Movie R 2005 105 minutes
House of Wax Poster Image

Common Sense Media Review

By Cynthia Fuchs , based on child development research. How do we rate?

age 18+

Bloody slasher film is nothing like the original.

Parents Need to Know

Why Age 18+?

Any Positive Content?

Parent and Kid Reviews

age 14+

Based on 8 parent reviews

age 13+

Based on 13 kid reviews

Kids say the film is highly violent and not suitable for younger audiences, despite some reviewers finding it entertaining and fun. Many comments highlight that it contains disturbing elements, gore, and a degree of sexual content, but it is not universally acknowledged as genuinely scary.

  • violence
  • not scary
  • entertaining
  • disturbing
  • not for kids
Summarized with AI

What's the Story?

HOUSE OF WAX begins with a camping trip for friends Carly (Elisha Cuthbert) and Paige (Paris Hilton), their boyfriends, gentle Wade (Jared Padalecki) and lusty Blake (Robert Ri'chard), Carly's twin brother Nick (Chad Michael Murray), and Dalton (Jon Abrahams). Around the campfire, they drink, smoke cigarettes, act bored, and make out. The next morning, Carly falls into a pit of bloody, rotted fleshy muck, where a character named only "Roadkill" (Damon Herriman) tosses decayed carcasses. When Wade's Mustang mysteriously breaks down, Wade and Carly accept a ride in Roadkill's smelly pickup truck. They wind up in the small, forgotten town of Ambrose and a literal "House of Wax" (inside are wax figures, wax walls, wax furniture, wax floors), where the victims and eventual survivors are repeatedly frightened, caught in the dark, tied up, cut, and tortured.

Is It Any Good?

Our review:
Parents say ( 8 ):
Kids say ( 13 ):

This is a remake of the Vincent price film in name and gimmick only; in all other respects it's a brutal slasher film, in which pretty young people are horribly killed one by one. By the time they finally reach Ambrose, the film has already taken too long -- the first half's pacing is deliberate, as if the premise needs careful exposition, which it does not.

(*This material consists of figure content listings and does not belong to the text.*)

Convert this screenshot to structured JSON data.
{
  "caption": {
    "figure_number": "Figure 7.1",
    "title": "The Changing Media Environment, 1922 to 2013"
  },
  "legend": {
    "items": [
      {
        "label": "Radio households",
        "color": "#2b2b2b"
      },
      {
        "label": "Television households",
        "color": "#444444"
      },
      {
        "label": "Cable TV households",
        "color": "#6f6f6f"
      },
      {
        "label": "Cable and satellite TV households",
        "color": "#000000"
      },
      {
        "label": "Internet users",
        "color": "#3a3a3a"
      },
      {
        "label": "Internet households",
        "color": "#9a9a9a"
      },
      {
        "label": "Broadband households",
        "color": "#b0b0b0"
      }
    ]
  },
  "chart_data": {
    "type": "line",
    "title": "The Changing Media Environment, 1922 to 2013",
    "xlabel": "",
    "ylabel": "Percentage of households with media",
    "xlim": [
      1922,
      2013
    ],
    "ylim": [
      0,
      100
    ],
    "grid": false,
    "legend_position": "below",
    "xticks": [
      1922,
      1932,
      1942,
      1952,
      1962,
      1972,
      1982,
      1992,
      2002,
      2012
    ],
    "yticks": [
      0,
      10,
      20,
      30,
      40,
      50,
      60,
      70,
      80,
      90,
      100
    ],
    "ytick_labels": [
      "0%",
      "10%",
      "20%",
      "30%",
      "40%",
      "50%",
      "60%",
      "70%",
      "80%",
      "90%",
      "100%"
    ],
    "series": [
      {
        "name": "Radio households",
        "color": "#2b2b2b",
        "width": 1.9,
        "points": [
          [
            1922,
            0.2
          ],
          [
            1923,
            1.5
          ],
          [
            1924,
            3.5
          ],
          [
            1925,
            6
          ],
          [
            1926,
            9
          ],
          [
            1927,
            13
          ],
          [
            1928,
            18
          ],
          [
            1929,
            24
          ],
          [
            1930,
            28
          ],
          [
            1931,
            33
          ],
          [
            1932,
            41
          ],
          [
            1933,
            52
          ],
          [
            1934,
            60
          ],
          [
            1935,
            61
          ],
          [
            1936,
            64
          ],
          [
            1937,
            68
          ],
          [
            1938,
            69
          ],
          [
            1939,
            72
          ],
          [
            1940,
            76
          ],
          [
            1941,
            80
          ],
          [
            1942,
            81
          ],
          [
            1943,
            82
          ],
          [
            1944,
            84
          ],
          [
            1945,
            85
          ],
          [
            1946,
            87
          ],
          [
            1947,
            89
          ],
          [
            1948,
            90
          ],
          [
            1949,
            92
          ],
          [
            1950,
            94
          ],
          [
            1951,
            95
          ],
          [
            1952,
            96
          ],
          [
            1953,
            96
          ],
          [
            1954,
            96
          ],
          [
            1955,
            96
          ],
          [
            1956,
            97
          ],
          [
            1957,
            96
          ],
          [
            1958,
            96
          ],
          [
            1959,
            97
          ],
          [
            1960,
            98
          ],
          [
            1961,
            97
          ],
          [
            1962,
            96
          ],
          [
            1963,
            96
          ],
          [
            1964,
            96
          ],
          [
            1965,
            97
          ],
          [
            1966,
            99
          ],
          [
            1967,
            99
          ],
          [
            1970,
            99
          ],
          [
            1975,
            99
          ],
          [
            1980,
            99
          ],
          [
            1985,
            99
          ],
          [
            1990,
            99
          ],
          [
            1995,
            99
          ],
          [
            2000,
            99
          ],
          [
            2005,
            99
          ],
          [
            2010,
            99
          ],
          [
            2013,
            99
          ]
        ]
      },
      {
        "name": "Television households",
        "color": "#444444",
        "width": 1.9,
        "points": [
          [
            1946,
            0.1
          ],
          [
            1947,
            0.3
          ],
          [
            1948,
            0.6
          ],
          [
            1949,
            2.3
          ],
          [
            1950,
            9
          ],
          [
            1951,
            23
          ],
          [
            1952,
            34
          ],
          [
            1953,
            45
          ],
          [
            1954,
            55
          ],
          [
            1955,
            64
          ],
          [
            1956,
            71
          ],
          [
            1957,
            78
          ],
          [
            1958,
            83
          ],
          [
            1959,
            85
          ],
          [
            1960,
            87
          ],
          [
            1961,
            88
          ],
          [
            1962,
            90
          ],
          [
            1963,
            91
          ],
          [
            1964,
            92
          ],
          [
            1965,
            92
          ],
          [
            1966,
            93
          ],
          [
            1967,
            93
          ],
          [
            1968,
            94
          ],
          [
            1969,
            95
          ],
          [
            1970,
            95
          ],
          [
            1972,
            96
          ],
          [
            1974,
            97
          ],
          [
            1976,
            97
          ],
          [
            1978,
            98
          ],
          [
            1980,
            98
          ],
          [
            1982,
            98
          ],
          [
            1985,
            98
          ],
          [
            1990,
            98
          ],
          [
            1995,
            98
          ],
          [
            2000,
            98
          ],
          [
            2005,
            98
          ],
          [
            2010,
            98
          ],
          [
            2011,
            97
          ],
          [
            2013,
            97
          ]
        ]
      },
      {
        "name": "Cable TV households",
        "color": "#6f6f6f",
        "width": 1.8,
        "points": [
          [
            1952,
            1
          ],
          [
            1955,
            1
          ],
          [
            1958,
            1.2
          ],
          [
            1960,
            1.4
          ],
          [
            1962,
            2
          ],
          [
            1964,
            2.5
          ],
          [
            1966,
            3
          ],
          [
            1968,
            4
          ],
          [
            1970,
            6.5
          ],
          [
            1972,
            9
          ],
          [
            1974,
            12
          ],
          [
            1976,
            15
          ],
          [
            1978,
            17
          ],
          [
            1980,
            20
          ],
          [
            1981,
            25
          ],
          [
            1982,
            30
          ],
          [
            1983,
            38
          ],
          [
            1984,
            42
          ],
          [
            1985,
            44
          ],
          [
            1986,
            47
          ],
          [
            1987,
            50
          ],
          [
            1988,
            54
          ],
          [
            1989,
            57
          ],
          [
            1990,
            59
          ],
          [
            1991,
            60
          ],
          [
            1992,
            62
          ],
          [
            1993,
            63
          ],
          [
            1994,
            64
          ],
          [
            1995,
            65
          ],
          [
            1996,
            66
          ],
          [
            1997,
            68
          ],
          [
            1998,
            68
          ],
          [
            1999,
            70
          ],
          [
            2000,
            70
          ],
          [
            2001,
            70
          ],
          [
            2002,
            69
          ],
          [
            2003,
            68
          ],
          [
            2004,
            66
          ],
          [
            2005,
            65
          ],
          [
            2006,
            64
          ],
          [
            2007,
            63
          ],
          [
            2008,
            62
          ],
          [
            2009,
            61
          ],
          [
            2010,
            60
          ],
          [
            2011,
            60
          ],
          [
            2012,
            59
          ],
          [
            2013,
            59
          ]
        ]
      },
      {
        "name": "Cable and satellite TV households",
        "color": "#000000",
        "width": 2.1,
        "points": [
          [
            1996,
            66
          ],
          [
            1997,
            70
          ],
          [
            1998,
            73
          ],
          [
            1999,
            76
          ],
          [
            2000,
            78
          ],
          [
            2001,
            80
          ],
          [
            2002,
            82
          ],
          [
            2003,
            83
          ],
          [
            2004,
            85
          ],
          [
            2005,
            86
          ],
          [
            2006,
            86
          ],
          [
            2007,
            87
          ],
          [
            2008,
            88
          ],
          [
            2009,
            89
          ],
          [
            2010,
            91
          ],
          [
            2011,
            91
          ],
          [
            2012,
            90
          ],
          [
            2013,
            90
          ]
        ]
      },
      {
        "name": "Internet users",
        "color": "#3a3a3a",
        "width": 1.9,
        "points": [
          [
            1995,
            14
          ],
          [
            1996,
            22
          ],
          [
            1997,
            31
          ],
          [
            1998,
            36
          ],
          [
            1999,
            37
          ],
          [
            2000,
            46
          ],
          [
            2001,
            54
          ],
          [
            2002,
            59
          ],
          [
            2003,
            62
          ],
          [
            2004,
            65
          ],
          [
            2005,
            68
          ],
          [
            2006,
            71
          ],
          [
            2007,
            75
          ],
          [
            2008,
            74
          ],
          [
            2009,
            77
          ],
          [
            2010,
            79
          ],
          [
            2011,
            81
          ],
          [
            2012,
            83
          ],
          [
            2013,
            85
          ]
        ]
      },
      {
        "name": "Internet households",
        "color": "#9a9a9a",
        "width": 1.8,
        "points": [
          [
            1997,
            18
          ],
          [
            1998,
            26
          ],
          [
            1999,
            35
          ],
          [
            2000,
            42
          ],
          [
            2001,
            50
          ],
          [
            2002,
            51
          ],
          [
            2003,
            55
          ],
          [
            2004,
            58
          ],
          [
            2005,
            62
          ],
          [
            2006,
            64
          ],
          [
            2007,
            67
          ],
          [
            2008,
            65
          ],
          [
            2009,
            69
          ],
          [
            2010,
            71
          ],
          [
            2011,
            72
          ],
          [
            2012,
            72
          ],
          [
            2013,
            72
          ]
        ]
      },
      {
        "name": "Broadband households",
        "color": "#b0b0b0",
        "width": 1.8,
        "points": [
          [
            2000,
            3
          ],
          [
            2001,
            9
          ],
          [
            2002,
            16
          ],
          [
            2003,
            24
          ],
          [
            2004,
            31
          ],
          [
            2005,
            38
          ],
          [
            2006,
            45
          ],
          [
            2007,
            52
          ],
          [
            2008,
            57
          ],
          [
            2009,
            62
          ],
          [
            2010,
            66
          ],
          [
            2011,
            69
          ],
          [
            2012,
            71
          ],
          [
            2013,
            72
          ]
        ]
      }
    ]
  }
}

The climax is predictably bloody, as well as fiery (to underline the film's inconsistent religious iconography). Good twins Nick and Carly triumph over bad twins Bo and Vincent (both played by Van Holt, one with scarred, waxed over face, indication of his general sickness). Most alarming, the movie leaves open the possibility of a sequel.

Talk to Your Kids About ...

  • Families can talk about the characters' extreme dimwittedness; and how, even for generic plotting, their willingness to explore sinister places and walk headlong into obvious trouble is remarkable. Initially at odds, Carly and her twin brother Nick learn to get along as their friends are killed off; families might discuss their display of sibling bonding, except that they are paralleled by the killer twins, once conjoined, now just thoughtlessly murderous. Families can also talk about the stereotypical representation of the villains as underclass and vaguely rural.